There is patience and there is crippling fear.
Patience is an aware look at the situation, using better forms of judgement and aptitude to gauge prospects plainly laid out in front , and using all of this information to base judgements and action upon.
And then there is crippling fear that roots one so hard to their current situation that one fails to acknowledge discomfort, stress, and effects on health and mood before it’s too late and something breaks.
Both of these situations take just one single moment, one single instant to rectify, both within ourselves through our own actions or mindset, or through external forces that may just be the factors in the situation itself. A simple unexpected event.
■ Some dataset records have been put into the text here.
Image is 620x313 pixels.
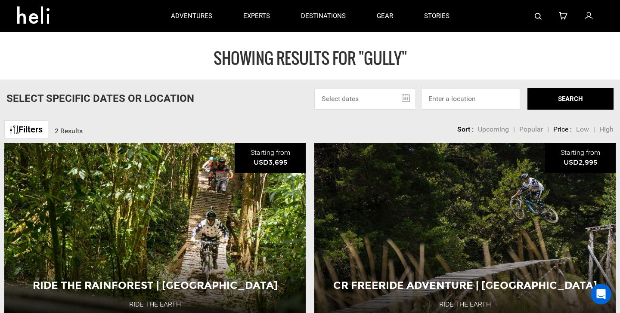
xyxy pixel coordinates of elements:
span: Popular [519,125,543,133]
button: SEARCH [527,88,613,110]
p: Select Specific Dates Or Location [6,91,194,106]
span: High [599,125,613,133]
li: | [513,125,515,135]
li: | [547,125,549,135]
input: Enter a location [421,88,520,110]
a: Filters [4,121,48,139]
div: Open Intercom Messenger [590,284,611,305]
p: destinations [301,12,346,21]
li: Sort : [457,125,473,135]
span: 2 Results [55,127,83,135]
p: experts [243,12,270,21]
img: btn-icon.svg [10,126,19,134]
li: Price : [553,125,572,135]
p: adventures [171,12,212,21]
input: Select dates [314,88,416,110]
span: Low [576,125,589,133]
li: | [593,125,595,135]
img: search-bar-icon.svg [535,13,541,20]
span: Upcoming [478,125,509,133]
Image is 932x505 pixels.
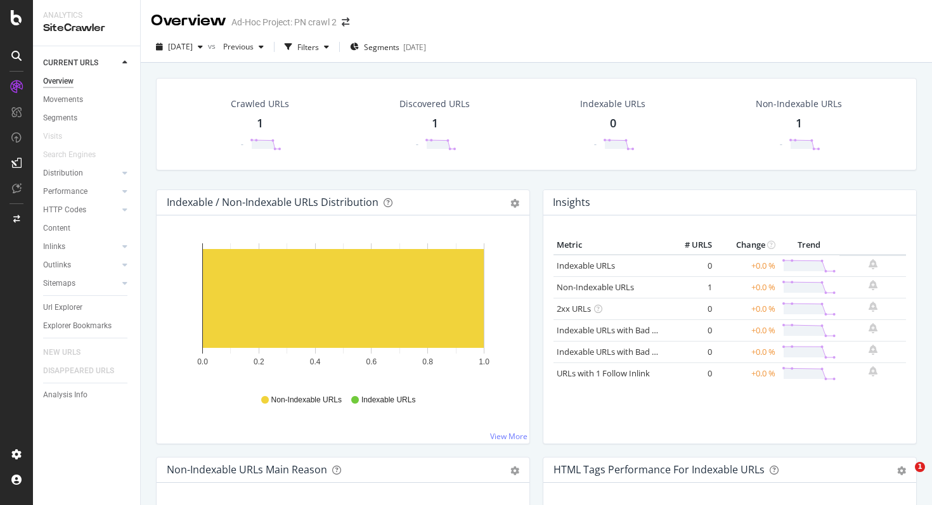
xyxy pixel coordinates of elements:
a: Non-Indexable URLs [556,281,634,293]
div: Visits [43,130,62,143]
div: 1 [432,115,438,132]
span: Previous [218,41,254,52]
a: 2xx URLs [556,303,591,314]
div: Analysis Info [43,389,87,402]
div: - [780,139,782,150]
td: 0 [664,319,715,341]
div: Discovered URLs [399,98,470,110]
div: Indexable / Non-Indexable URLs Distribution [167,196,378,209]
a: DISAPPEARED URLS [43,364,127,378]
div: [DATE] [403,42,426,53]
div: Non-Indexable URLs Main Reason [167,463,327,476]
div: HTML Tags Performance for Indexable URLs [553,463,764,476]
a: Performance [43,185,119,198]
div: Url Explorer [43,301,82,314]
td: +0.0 % [715,276,778,298]
a: Indexable URLs with Bad H1 [556,325,662,336]
button: Previous [218,37,269,57]
a: CURRENT URLS [43,56,119,70]
text: 1.0 [479,357,489,366]
a: HTTP Codes [43,203,119,217]
div: Ad-Hoc Project: PN crawl 2 [231,16,337,29]
div: bell-plus [868,366,877,376]
div: Sitemaps [43,277,75,290]
span: 1 [915,462,925,472]
td: 0 [664,255,715,277]
th: # URLS [664,236,715,255]
div: - [241,139,243,150]
td: +0.0 % [715,255,778,277]
div: A chart. [167,236,519,383]
a: URLs with 1 Follow Inlink [556,368,650,379]
iframe: Intercom live chat [889,462,919,492]
a: Overview [43,75,131,88]
td: 0 [664,341,715,363]
div: CURRENT URLS [43,56,98,70]
text: 0.4 [310,357,321,366]
div: bell-plus [868,323,877,333]
div: Distribution [43,167,83,180]
div: - [594,139,596,150]
div: Analytics [43,10,130,21]
span: Segments [364,42,399,53]
div: Inlinks [43,240,65,254]
button: Segments[DATE] [345,37,431,57]
a: Visits [43,130,75,143]
div: NEW URLS [43,346,80,359]
div: 1 [257,115,263,132]
div: DISAPPEARED URLS [43,364,114,378]
div: Non-Indexable URLs [756,98,842,110]
th: Trend [778,236,839,255]
a: Explorer Bookmarks [43,319,131,333]
div: 0 [610,115,616,132]
div: Search Engines [43,148,96,162]
th: Metric [553,236,664,255]
div: Performance [43,185,87,198]
text: 0.0 [197,357,208,366]
div: Overview [151,10,226,32]
div: Content [43,222,70,235]
td: 1 [664,276,715,298]
a: Indexable URLs with Bad Description [556,346,695,357]
div: SiteCrawler [43,21,130,35]
a: NEW URLS [43,346,93,359]
td: +0.0 % [715,298,778,319]
a: Sitemaps [43,277,119,290]
div: bell-plus [868,259,877,269]
div: bell-plus [868,280,877,290]
td: 0 [664,298,715,319]
div: arrow-right-arrow-left [342,18,349,27]
a: Url Explorer [43,301,131,314]
a: Inlinks [43,240,119,254]
div: Explorer Bookmarks [43,319,112,333]
td: +0.0 % [715,341,778,363]
h4: Insights [553,194,590,211]
span: 2025 Sep. 23rd [168,41,193,52]
button: [DATE] [151,37,208,57]
a: Movements [43,93,131,106]
div: HTTP Codes [43,203,86,217]
a: Indexable URLs [556,260,615,271]
div: Crawled URLs [231,98,289,110]
text: 0.8 [422,357,433,366]
div: Outlinks [43,259,71,272]
div: Segments [43,112,77,125]
a: Analysis Info [43,389,131,402]
button: Filters [280,37,334,57]
div: Indexable URLs [580,98,645,110]
a: Content [43,222,131,235]
div: gear [510,466,519,475]
div: bell-plus [868,302,877,312]
div: 1 [795,115,802,132]
div: Movements [43,93,83,106]
span: Non-Indexable URLs [271,395,342,406]
a: Distribution [43,167,119,180]
a: Outlinks [43,259,119,272]
span: vs [208,41,218,51]
th: Change [715,236,778,255]
td: +0.0 % [715,319,778,341]
a: Segments [43,112,131,125]
div: gear [510,199,519,208]
div: Filters [297,42,319,53]
div: Overview [43,75,74,88]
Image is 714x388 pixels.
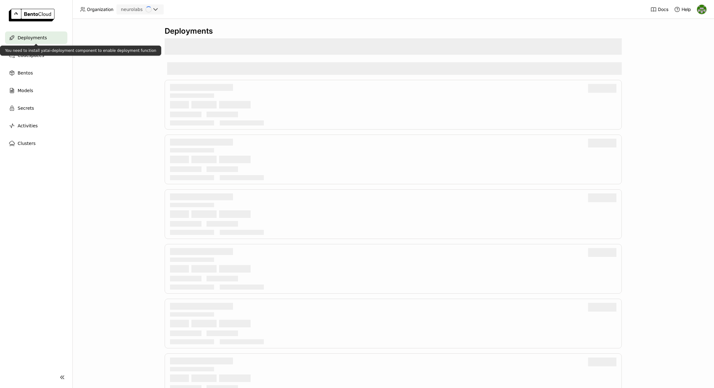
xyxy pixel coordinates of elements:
[143,7,144,13] input: Selected neurolabs.
[18,87,33,94] span: Models
[650,6,668,13] a: Docs
[18,140,36,147] span: Clusters
[5,67,67,79] a: Bentos
[5,84,67,97] a: Models
[697,5,706,14] img: Toby Thomas
[5,137,67,150] a: Clusters
[18,122,38,130] span: Activities
[674,6,691,13] div: Help
[18,69,33,77] span: Bentos
[165,26,622,36] div: Deployments
[5,102,67,115] a: Secrets
[5,120,67,132] a: Activities
[658,7,668,12] span: Docs
[18,34,47,42] span: Deployments
[121,6,143,13] div: neurolabs
[18,104,34,112] span: Secrets
[87,7,113,12] span: Organization
[681,7,691,12] span: Help
[9,9,54,21] img: logo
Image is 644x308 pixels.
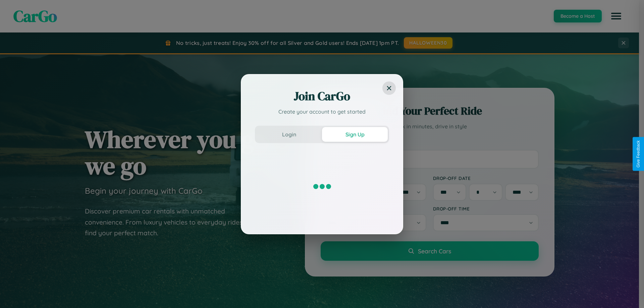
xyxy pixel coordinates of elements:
button: Sign Up [322,127,388,141]
h2: Join CarGo [255,88,389,104]
div: Give Feedback [636,140,641,168]
p: Create your account to get started [255,108,389,116]
iframe: Intercom live chat [7,285,23,301]
button: Login [256,127,322,141]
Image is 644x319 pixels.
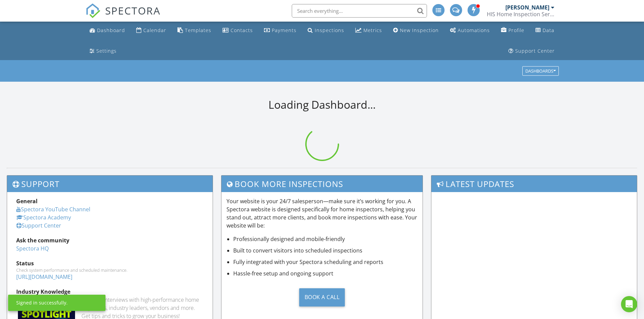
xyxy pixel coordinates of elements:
div: Industry Knowledge [16,288,203,296]
a: Templates [175,24,214,37]
li: Built to convert visitors into scheduled inspections [233,247,417,255]
p: Your website is your 24/7 salesperson—make sure it’s working for you. A Spectora website is desig... [227,197,417,230]
a: Contacts [220,24,255,37]
a: Spectora HQ [16,245,49,252]
h3: Latest Updates [431,176,637,192]
div: Book a Call [299,289,345,307]
span: SPECTORA [105,3,160,18]
div: Payments [272,27,297,33]
div: Open Intercom Messenger [621,296,637,312]
div: Contacts [230,27,253,33]
a: Payments [261,24,299,37]
li: Professionally designed and mobile-friendly [233,235,417,243]
a: Data [533,24,557,37]
div: Calendar [143,27,166,33]
div: Dashboard [97,27,125,33]
strong: General [16,198,37,205]
div: Ask the community [16,237,203,244]
div: Templates [185,27,211,33]
div: Support Center [515,47,555,54]
a: Dashboard [87,24,128,37]
div: Profile [508,27,524,33]
a: Automations (Advanced) [447,24,493,37]
li: Hassle-free setup and ongoing support [233,269,417,278]
input: Search everything... [291,4,427,18]
div: Settings [96,47,116,54]
a: Spectora YouTube Channel [16,206,90,213]
div: HIS Home Inspection Services [486,11,554,18]
a: Calendar [133,24,169,37]
div: [PERSON_NAME] [505,4,549,11]
a: Inspections [305,24,347,37]
a: SPECTORA [85,9,160,23]
li: Fully integrated with your Spectora scheduling and reports [233,258,417,266]
h3: Book More Inspections [221,176,423,192]
a: Spectora Academy [16,214,71,221]
div: Metrics [363,27,382,33]
div: Automations [458,27,490,33]
a: New Inspection [390,24,441,37]
a: [URL][DOMAIN_NAME] [16,273,72,281]
a: Metrics [353,24,385,37]
a: Company Profile [498,24,527,37]
div: Signed in successfully. [16,300,68,307]
div: Dashboards [525,69,555,73]
a: Settings [87,45,119,58]
a: Book a Call [227,283,417,312]
div: Check system performance and scheduled maintenance. [16,268,203,273]
div: Inspections [315,27,344,33]
img: The Best Home Inspection Software - Spectora [85,3,101,18]
div: Status [16,259,203,268]
div: Data [542,27,554,33]
a: Support Center [506,45,557,58]
a: Support Center [16,222,61,229]
div: New Inspection [400,27,438,33]
h3: Support [7,176,212,192]
button: Dashboards [522,67,559,76]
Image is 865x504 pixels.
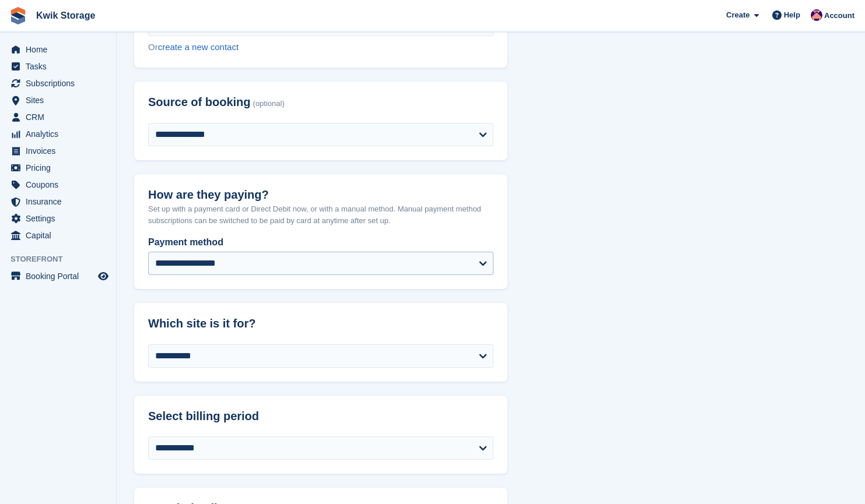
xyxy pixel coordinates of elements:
span: Sites [26,92,96,109]
a: Preview store [96,269,111,283]
span: (optional) [253,100,285,109]
span: Coupons [26,176,96,193]
span: Invoices [26,143,96,159]
span: Capital [26,227,96,244]
div: Or [148,41,493,54]
label: Payment method [148,236,493,249]
span: Help [784,9,800,21]
span: Analytics [26,126,96,143]
span: Settings [26,210,96,227]
h2: Which site is it for? [148,317,493,331]
a: menu [6,58,111,75]
span: Storefront [10,254,116,265]
a: menu [6,176,111,193]
h2: Select billing period [148,410,493,423]
a: menu [6,210,111,227]
span: Create [726,9,750,21]
a: menu [6,227,111,244]
span: Insurance [26,194,96,210]
p: Set up with a payment card or Direct Debit now, or with a manual method. Manual payment method su... [148,204,493,226]
a: Kwik Storage [31,6,100,25]
span: Source of booking [148,96,251,109]
a: menu [6,143,111,159]
a: menu [6,126,111,143]
a: menu [6,92,111,109]
img: Jade Stanley [811,9,822,21]
span: Booking Portal [26,268,96,284]
span: Home [26,41,96,58]
a: create a new contact [158,42,238,52]
a: menu [6,41,111,58]
span: Subscriptions [26,75,96,91]
span: CRM [26,109,96,125]
span: Account [824,10,855,22]
span: Tasks [26,58,96,75]
a: menu [6,75,111,91]
img: stora-icon-8386f47178a22dfd0bd8f6a31ec36ba5ce8667c1dd55bd0f319d3a0aa187defe.svg [9,7,27,25]
h2: How are they paying? [148,188,493,202]
span: Pricing [26,160,96,176]
a: menu [6,268,111,284]
a: menu [6,160,111,176]
a: menu [6,194,111,210]
a: menu [6,109,111,125]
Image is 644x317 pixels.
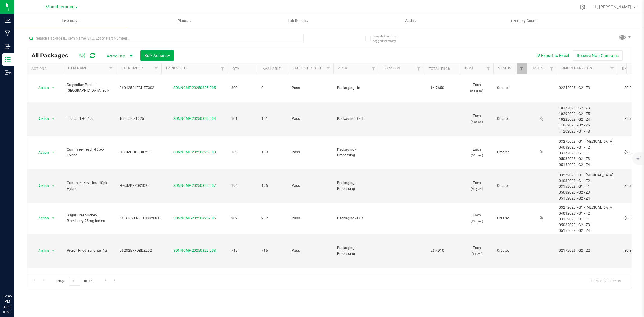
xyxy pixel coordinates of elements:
p: (12 g ea.) [464,218,489,224]
span: select [50,149,57,157]
span: Inventory [14,18,127,23]
span: Pass [292,149,330,155]
span: Sugar Free Sucker-Blackberry-25mg-Indica [66,213,112,224]
p: (1 g ea.) [464,251,489,257]
div: 03272023 - G1 - [MEDICAL_DATA] [559,205,615,211]
div: 05082023 - G2 - Z3 [559,223,615,228]
a: SDNNCMF-20250825-005 [173,86,216,90]
span: select [50,247,57,255]
a: Location [383,66,400,70]
inline-svg: Analytics [5,17,11,23]
a: Lab Test Result [293,66,321,70]
span: 101 [262,116,284,122]
span: 196 [262,183,284,189]
div: 10152023 - G2 - Z3 [559,106,615,111]
inline-svg: Outbound [5,69,11,75]
span: 202 [232,216,254,221]
button: Receive Non-Cannabis [572,51,622,60]
span: Pass [292,183,330,189]
div: 02172025 - G2 - Z2 [559,248,615,254]
a: Filter [414,63,424,74]
a: Package ID [166,66,186,70]
div: 05152023 - G2 - Z4 [559,195,615,202]
div: 05152023 - G2 - Z4 [559,162,615,168]
div: 11062023 - G2 - Z6 [559,122,615,128]
span: Include items not tagged for facility [373,34,403,43]
span: Manufacturing [45,5,75,10]
span: Preroll-Fried Bananas-1g [66,248,112,254]
span: Pass [292,85,330,91]
button: Bulk Actions [140,51,174,60]
span: Gummies-Peach-10pk-Hybrid [66,147,112,158]
span: Each [464,245,489,257]
span: Lab Results [280,18,316,23]
span: Packaging - Out [337,216,375,221]
span: Each [464,147,489,158]
span: Pass [292,116,330,122]
span: Gummies-Key Lime-10pk-Hybrid [66,180,112,192]
a: SDNNCMF-20250825-007 [173,183,216,188]
span: Each [464,180,489,192]
a: SDNNCMF-20250825-004 [173,116,216,121]
span: Packaging - Processing [337,245,375,257]
span: 060425PLECHEZ302 [119,85,158,91]
input: 1 [69,277,80,286]
span: Packaging - In [337,85,375,91]
iframe: Resource center unread badge [18,268,25,275]
a: Go to the last page [111,277,119,285]
a: Filter [218,63,228,74]
span: Each [464,82,489,94]
span: Packaging - Out [337,116,375,122]
span: 052825FRDBDZ202 [119,248,158,254]
p: (50 g ea.) [464,186,489,192]
span: ISFSUCKERBLKBRRY081325 [119,216,166,221]
span: Created [497,85,523,91]
div: 04032023 - G1 - T2 [559,145,615,150]
a: Origin Harvests [561,66,592,70]
a: Plants [127,14,241,27]
div: Actions [32,66,60,71]
span: Each [464,113,489,125]
span: Created [497,216,523,221]
span: HGUMKEY081025 [119,183,158,189]
a: Lot Number [121,66,143,70]
span: select [50,214,57,223]
a: SDNNCMF-20250825-003 [173,248,216,253]
a: Lab Results [241,14,354,27]
a: Filter [369,63,379,74]
a: Go to the next page [101,277,110,285]
span: Action [33,84,49,92]
span: All Packages [32,52,74,59]
input: Search Package ID, Item Name, SKU, Lot or Part Number... [26,34,304,43]
span: Plants [128,18,241,23]
span: 101 [232,116,254,122]
span: select [50,115,57,123]
inline-svg: Manufacturing [5,30,11,36]
span: select [50,84,57,92]
a: Filter [152,63,161,74]
span: select [50,182,57,190]
a: UOM [465,66,473,70]
a: Filter [324,63,333,74]
div: 03272023 - G1 - [MEDICAL_DATA] [559,139,615,145]
p: 12:45 PM CDT [3,294,12,310]
div: 11202023 - G1 - T8 [559,129,615,134]
th: Has COA [526,63,557,74]
a: Inventory Counts [468,14,581,27]
p: (4 oz ea.) [464,119,489,125]
span: Action [33,115,49,123]
span: Page of 12 [51,277,97,286]
span: 26.4910 [428,247,447,255]
span: Pass [292,248,330,254]
div: 10222023 - G2 - Z4 [559,117,615,122]
span: Action [33,182,49,190]
span: 189 [262,149,284,155]
span: 715 [232,248,254,254]
div: 03152023 - G1 - T1 [559,150,615,156]
span: 800 [232,85,254,91]
a: Total THC% [428,66,450,71]
span: 0 [262,85,284,91]
a: Qty [232,66,239,71]
p: 08/25 [3,310,12,315]
span: Action [33,247,49,255]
But we can’t plan for the unexpected. We can plan, we can strategize, but the unexpected is.. unexpected.
It’s the difference between saying: “Yes, I understand that things are busy right now, getting out of control, but I’m creating plans and routines and methodologies to help with this, that I’m very eager to practice! Patience and persistence will solve this problem shortly.”
Or I can say: “I am so busy. I can’t do this. Why do these people keep demanding of me. I’ll never get this done. But I can’t stop, or somebody might get mad. Everybody is counting on me. There is no alternative. Must just keep doing as quick as demands come in.”
I prefer doing anticipatory work, rather than reactionary work. I prefer looking for schemes that will allow me to scale easily, rather than lurching like an old rusty transmission.
Smart & hard, not just hard. But this is my efficiency, not yours.